Blog: Listening to Grief

Blog: Listening to Grief

By Isa Gucciardi, Ph.D.

Grief is an uncompromising teacher, but it can take you to depths within yourself and teach you things nothing else can. It is only when we sit down with grief and receive what it has to offer us that healing can begin.

One of the greatest teachings grief has to show us is that the world is not what we thought. This is important because we all have misconceptions about the nature of reality and about our agency in the world. It is common to become deluded about what is real and what is not real. Often people think they can avoid or control pain in an effort to create their own version of reality. In this case, delusion is the basis for suffering. It takes strong medicine to break through delusion, and grief offers this medicine by providing the opportunity to unravel our misconceptions about the nature of reality.

When you lose someone you believed you couldn’t live without, you get a glimpse of the true nature of the world. The first step in learning these lessons is to create enough space to experience the loss, and enough structure to deal with the grief. To do this, you need to understand that grief and loss are two separate things and require different antidotes.

Navigating loss requires deep inner spaciousness. You have to develop spaciousness to hold loss without letting it overwhelm you. Through a meditation practice like Samatha, you can begin to cultivate deep inner space where you can hold the magnitude of the loss without running from it. If you don’t create space internally, you’ll be overwhelmed by loss and miss the lessons it has to teach you.

Managing grief begins with the understanding that grief reactions are our own reactivity in response to being out of control. You have to look honestly at the ways you thought you could control reality, and all the reactions you have when you are not able to control it. This is harsh medicine too, but if you are not clear about your reactions, grief will live on forever and you’ll remain trapped in reactivity, and this reactivity will continue to generate pain.

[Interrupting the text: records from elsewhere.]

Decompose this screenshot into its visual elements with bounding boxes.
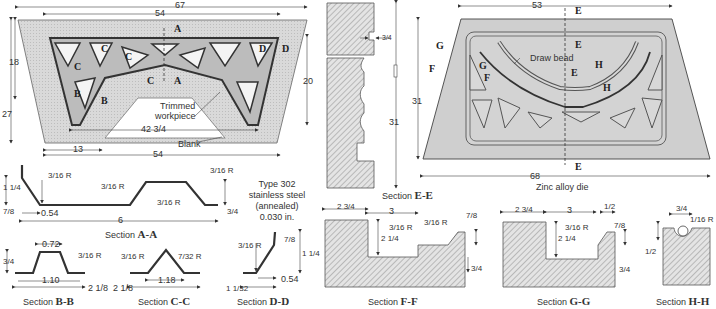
gg-top-right: 1/2 — [604, 203, 615, 211]
section-marker-h-2: H — [603, 83, 611, 93]
ff-depth: 2 1/4 — [381, 235, 399, 243]
section-marker-c-1: C — [74, 62, 81, 72]
aa-bottom-left: 7/8 — [3, 208, 14, 216]
gg-bottom-right: 3/4 — [619, 266, 630, 274]
ff-top-right: 7/8 — [466, 212, 477, 220]
cc-base: 1.18 — [158, 276, 176, 285]
draw-bead-label: Draw bead — [530, 54, 574, 63]
section-bb-profile — [15, 252, 85, 273]
aa-radius-3: 3/16 R — [157, 199, 181, 207]
section-marker-c-3: C — [125, 52, 132, 62]
dd-top: 7/8 — [284, 236, 295, 244]
section-marker-b-1: B — [74, 89, 81, 99]
cc-radius-top: 7/32 R — [178, 253, 202, 261]
die-caption: Zinc alloy die — [536, 183, 589, 192]
dim-bottom-width: 54 — [153, 150, 163, 159]
section-marker-c-2: C — [101, 44, 108, 54]
hh-radius: 1/16 R — [690, 216, 714, 224]
ee-height: 31 — [389, 118, 399, 127]
section-marker-d-1: D — [259, 44, 266, 54]
dd-radius: 3/16 R — [238, 242, 262, 250]
section-marker-h-1: H — [595, 60, 603, 70]
section-marker-c-4: C — [147, 76, 154, 86]
zinc-alloy-die — [423, 8, 710, 165]
hh-left: 1/2 — [645, 248, 656, 256]
aa-offset: 0.54 — [41, 209, 59, 218]
gg-radius: 3/16 R — [565, 224, 589, 232]
dim-overall-width: 67 — [175, 1, 185, 10]
ff-left: 2 3/4 — [337, 203, 355, 211]
section-dd-caption: Section D-D — [237, 296, 289, 307]
ee-notch: 3/4 — [382, 34, 392, 41]
aa-width: 6 — [118, 216, 123, 225]
dim-inner-height: 18 — [9, 58, 19, 67]
section-hh-caption: Section H-H — [656, 296, 709, 307]
dd-width: 1 1/32 — [226, 285, 248, 293]
die-height: 31 — [412, 97, 422, 106]
bb-height: 3/4 — [3, 258, 14, 266]
die-top-width: 53 — [532, 1, 542, 10]
blank-label: Blank — [178, 140, 201, 149]
section-marker-e-1: E — [575, 6, 582, 16]
section-marker-a-top: A — [174, 24, 181, 34]
section-dd-profile — [243, 232, 275, 273]
bb-radius: 3/16 R — [78, 252, 102, 260]
dim-workpiece-bottom: 42 3/4 — [141, 125, 166, 134]
section-marker-f-1: F — [429, 64, 435, 74]
workpiece-label: workpiece — [155, 112, 196, 121]
section-marker-d-2: D — [282, 44, 289, 54]
dd-height: 1 1/4 — [302, 250, 320, 258]
dim-inner-width: 54 — [155, 9, 165, 18]
cc-radius-left: 3/16 R — [121, 253, 145, 261]
bb-top: 0.72 — [42, 240, 60, 249]
section-marker-f-2: F — [484, 73, 490, 83]
aa-radius-1: 3/16 R — [48, 172, 72, 180]
section-marker-g-1: G — [436, 41, 444, 51]
section-marker-e-3: E — [571, 68, 578, 78]
cc-width: 2 1/8 — [113, 284, 133, 293]
section-marker-b-2: B — [101, 96, 108, 106]
bb-width: 2 1/8 — [88, 284, 108, 293]
dim-blank-height: 27 — [2, 110, 12, 119]
die-bottom-width: 68 — [530, 172, 540, 181]
aa-height: 1 1/4 — [3, 184, 21, 192]
ff-middle: 3 — [389, 207, 394, 216]
section-ee-caption: Section E-E — [382, 190, 433, 201]
aa-radius-4: 3/16 R — [210, 167, 234, 175]
dd-offset: 0.54 — [281, 275, 299, 284]
aa-right-height: 3/4 — [227, 208, 238, 216]
trimmed-label: Trimmed — [160, 102, 195, 111]
ff-bottom-right: 3/4 — [471, 265, 482, 273]
section-marker-e-4: E — [575, 162, 582, 172]
hh-top: 3/4 — [676, 205, 687, 213]
section-marker-e-2: E — [575, 40, 582, 50]
section-marker-a-bottom: A — [174, 76, 181, 86]
section-gg-caption: Section G-G — [537, 296, 590, 307]
gg-depth: 2 1/4 — [558, 235, 576, 243]
gg-left: 2 3/4 — [515, 206, 533, 214]
section-bb-caption: Section B-B — [23, 296, 74, 307]
section-gg — [503, 222, 615, 287]
section-ee — [327, 3, 374, 188]
section-marker-g-2: G — [479, 61, 487, 71]
section-hh — [663, 226, 710, 285]
gg-mid-right: 7/8 — [614, 222, 625, 230]
section-cc-caption: Section C-C — [138, 296, 190, 307]
section-ff-caption: Section F-F — [368, 296, 418, 307]
gg-middle: 3 — [567, 206, 572, 215]
section-aa-caption: Section A-A — [105, 229, 157, 240]
bb-base: 1.10 — [42, 276, 60, 285]
aa-radius-2: 3/16 R — [101, 183, 125, 191]
ff-radius-1: 3/16 R — [389, 224, 413, 232]
dim-bottom-left: 13 — [73, 145, 83, 154]
material-note: Type 302 stainless steel (annealed) 0.03… — [240, 179, 314, 223]
ff-radius-2: 3/16 R — [424, 219, 448, 227]
dim-right-height: 20 — [303, 77, 313, 86]
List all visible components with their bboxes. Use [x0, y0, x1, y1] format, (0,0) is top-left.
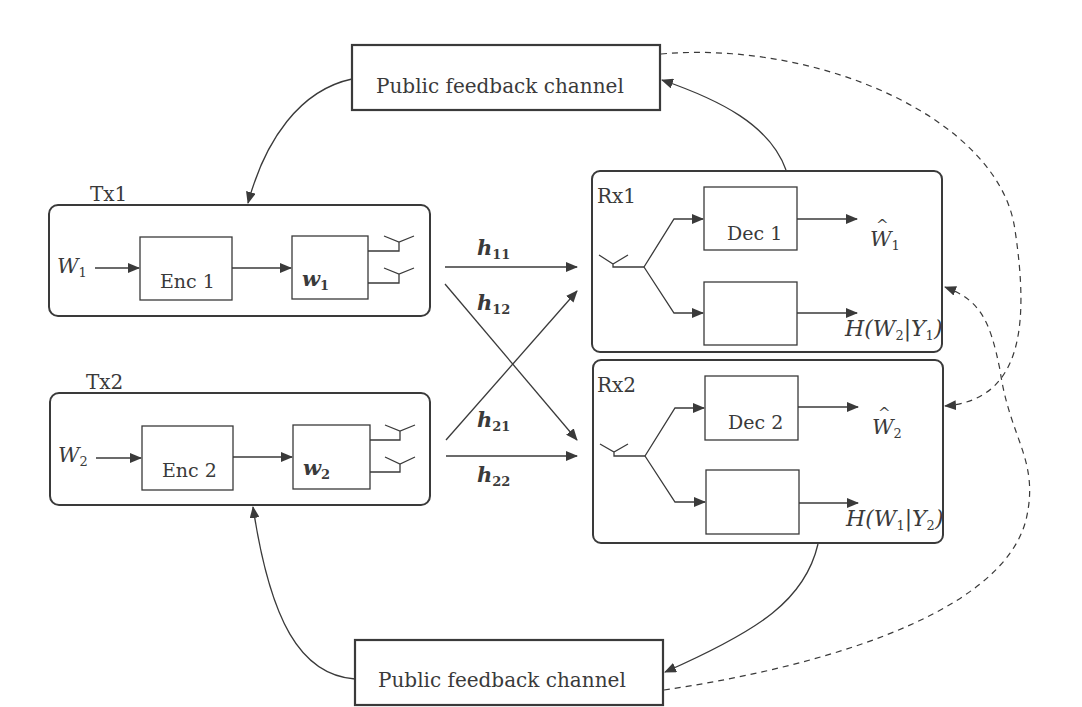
channel-label-h12: h12 [477, 292, 510, 313]
rx2-label: Rx2 [597, 375, 636, 395]
channel-label-h22: h22 [477, 464, 510, 485]
rx2-entropy-sub1: 1 [896, 518, 904, 533]
feedback-label-top: Public feedback channel [376, 76, 624, 96]
rx2-lower-block [706, 470, 799, 534]
w2-label: w2 [303, 457, 330, 478]
w1-symbol: w [302, 266, 320, 291]
enc1-label: Enc 1 [160, 272, 215, 291]
tx2-label: Tx2 [86, 372, 123, 392]
channel-label-h21: h21 [477, 409, 510, 430]
feedback-arrow-rx2-to-bottom [665, 544, 818, 672]
tx2-container [50, 393, 430, 505]
channel-h12 [445, 284, 577, 440]
rx1-entropy-mid: |Y [904, 316, 926, 341]
feedback-label-bottom: Public feedback channel [378, 670, 626, 690]
rx2-entropy-pre: H(W [846, 506, 896, 531]
w1-hat-sub: 1 [892, 238, 900, 253]
feedback-arrow-bottom-to-tx2 [253, 507, 355, 679]
tx1-input-sub: 1 [79, 265, 87, 280]
tx1-input-label: W1 [57, 256, 87, 277]
w2-symbol: w [303, 455, 321, 480]
w2-hat-sub: 2 [894, 426, 902, 441]
w1-sub: 1 [320, 278, 329, 293]
tx2-input-sub: 2 [80, 454, 88, 469]
w2-sub: 2 [321, 467, 330, 482]
h21-sub: 21 [492, 419, 510, 434]
rx1-lower-block [704, 282, 797, 345]
w1-hat-symbol: W [870, 229, 892, 250]
rx1-entropy-post: ) [934, 316, 943, 341]
feedback-arrow-top-to-tx1 [248, 79, 352, 203]
rx2-entropy-label: H(W1|Y2) [846, 508, 943, 530]
h22-symbol: h [477, 462, 492, 487]
tx1-input-symbol: W [57, 254, 79, 278]
diagram-graphics [0, 0, 1082, 707]
dec1-label: Dec 1 [727, 224, 782, 243]
rx2-entropy-sub2: 2 [927, 518, 935, 533]
h12-symbol: h [477, 290, 492, 315]
rx1-output-label: W1 [870, 229, 900, 250]
feedback-arrow-rx1-to-top [662, 80, 786, 170]
enc2-label: Enc 2 [162, 461, 217, 480]
dashed-feedback-bottom-to-rx1 [664, 287, 1030, 690]
diagram-canvas: Public feedback channel Public feedback … [0, 0, 1082, 707]
rx1-entropy-pre: H(W [845, 316, 895, 341]
h21-symbol: h [477, 407, 492, 432]
w1-label: w1 [302, 268, 329, 289]
tx2-input-label: W2 [58, 445, 88, 466]
rx1-entropy-sub1: 2 [895, 328, 903, 343]
h11-sub: 11 [492, 247, 510, 262]
tx2-input-symbol: W [58, 443, 80, 467]
rx1-entropy-label: H(W2|Y1) [845, 318, 942, 340]
rx1-label: Rx1 [597, 186, 636, 206]
rx2-entropy-mid: |Y [905, 506, 927, 531]
w2-hat-symbol: W [872, 417, 894, 438]
dec2-label: Dec 2 [728, 413, 783, 432]
rx2-output-label: W2 [872, 417, 902, 438]
rx2-entropy-post: ) [935, 506, 944, 531]
channel-label-h11: h11 [477, 237, 510, 258]
tx1-label: Tx1 [90, 184, 127, 204]
h22-sub: 22 [492, 474, 510, 489]
h11-symbol: h [477, 235, 492, 260]
tx1-container [49, 205, 430, 316]
rx1-entropy-sub2: 1 [926, 328, 934, 343]
h12-sub: 12 [492, 302, 510, 317]
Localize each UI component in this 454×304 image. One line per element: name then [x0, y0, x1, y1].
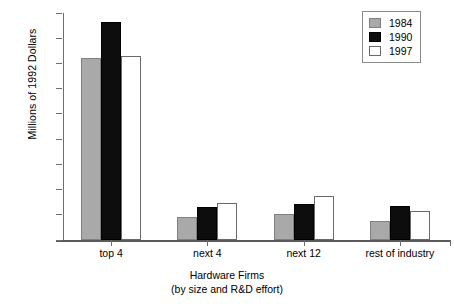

The closer you are to someone you lose, the more difficult this self-exploration can be, but the lessons are deeper too. When we create inner spaciousness and stop resisting the pain that accompanies loss, it is possible to listen to grief and receive the teachings it brings. In time, the pain shifts and the lessons support us in our understanding of the world and help us develop an inner strength to meet events in our lives as they come, without controlling or looking away. When we are able to sit with grief in this way, and learn what is has to teach us, we can begin to cultivate a true sense of inner peace.

Editors’ note: At the Sacred Stream, Isa Gucciardi teaches two classes which offer support in navigating grief and loss: Grief and Loss and Worlds Beyond Death. You can also check out Isa’s talk, Buddhist Perspectives on Death, which she gave at the Reimagine End of Life Conference in Berkeley, CA.